Dive Deep into Creativity: Discover, Share, Inspire
@sinndbleds asked: ‘ This daylight thing is a bitch! I need more blood! ‘ For Didmye from Blaise, from Vampire Diaries prompts
Daylight - or the absence of it - had been one of her main complaints as a newly turned fledgling as well. Those first few years how she had wept to Aro that she missed the vibrant colours the sky made when it danced with the sun, the warmth against her face. He had attempted to make it up to her by having jewels crafted that granted them clemency from the suns fire and allowed them to walk in it. Hers, an amber stone nestled atop a delicate golden ring. A hollow gesture when he had not allowed her to keep it after burying her in the cold darkness of the ground. Perhaps the historian who had pulled both her and Blaise from their endless slumbers would have something to help.
Pulling another sheet from one of the many cluttered tables around the house, a rat scurries from the cloud of dust covering the antiques. "There, something to tide you over until nightfall." A playful grin shot back at her new companion. "There is a way for us to walk in the sun, though it requires magic. A lot of it." Slender fingers trace their way across the books sprawled amongst the mess. "Thank goodness our shared acquaintance was a fan of the occult."
@wastheheart asked: “i appreciate your concern, but let me take care of myself. okay?" (for whoever you think vibes!)
Humans were full of sorrow. It was a condition of their very existence - something they must experience so they could appreciate joy. Didyme had grown accustomed to sensing it whenever she chose to move among them, choosing the right occasions to use her gift on them unsuspectingly. Though they must experience it, they did not always have to. Some sorrow was able to be dispersed to be felt another day, to stop the weight from crushing them. Some sorrow was particularly potent - as potent as blood from an open wound - and she had learnt to sniff it out just as easily.

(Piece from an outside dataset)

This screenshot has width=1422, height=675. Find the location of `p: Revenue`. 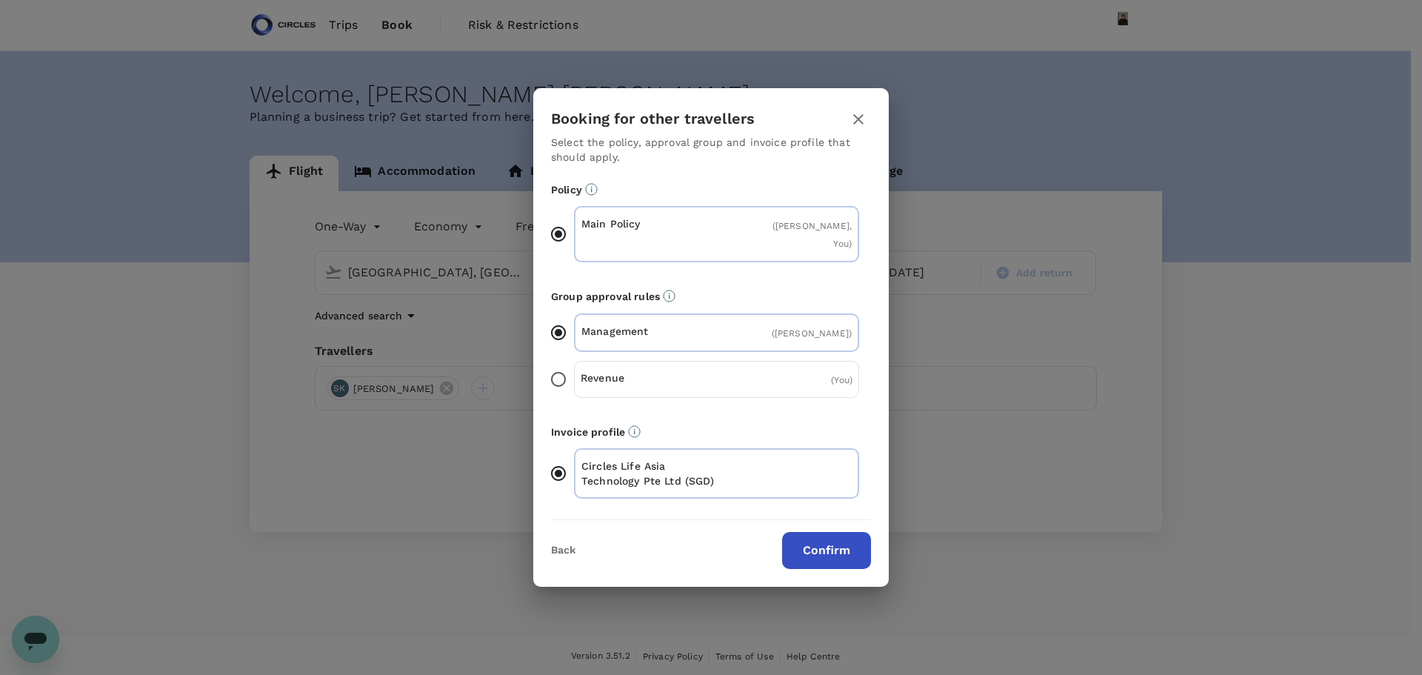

She had followed the woman to the outskirts of town, toward a steep incline. Her sorrow seeped from her, covered head to toe in an invisible loss that Didyme felt reach for something deep within her own memories. Her youngest siblings cut down by war. You could have prevented it, you bastard! Fingers twitch, still feeling as though they were pounding against Aro's chest as she wept. Why me? Why me?! I should have died with them! A deep, deep, sorrow even her usual optimistic outlook could not fight. It had wanted to pull her in to itself, drown the life from her. That was what this woman felt now, she knew it. The cliff was calling her like a siren song, making whatever lay at its depths seem more appealing than what she had experienced in this life. She had stayed carefully behind her until they reached an opening, taking the opportunity to ask if she required assistance.
"Forgive me, my child, but I do not think you are entirely yourself right now." She knows the words must seem odd leaving her mouth. The woman looked at least 4 years her senior despite Didyme having more than three millennia on her. But something tells Didyme the woman needed a guiding presence more than anything right then.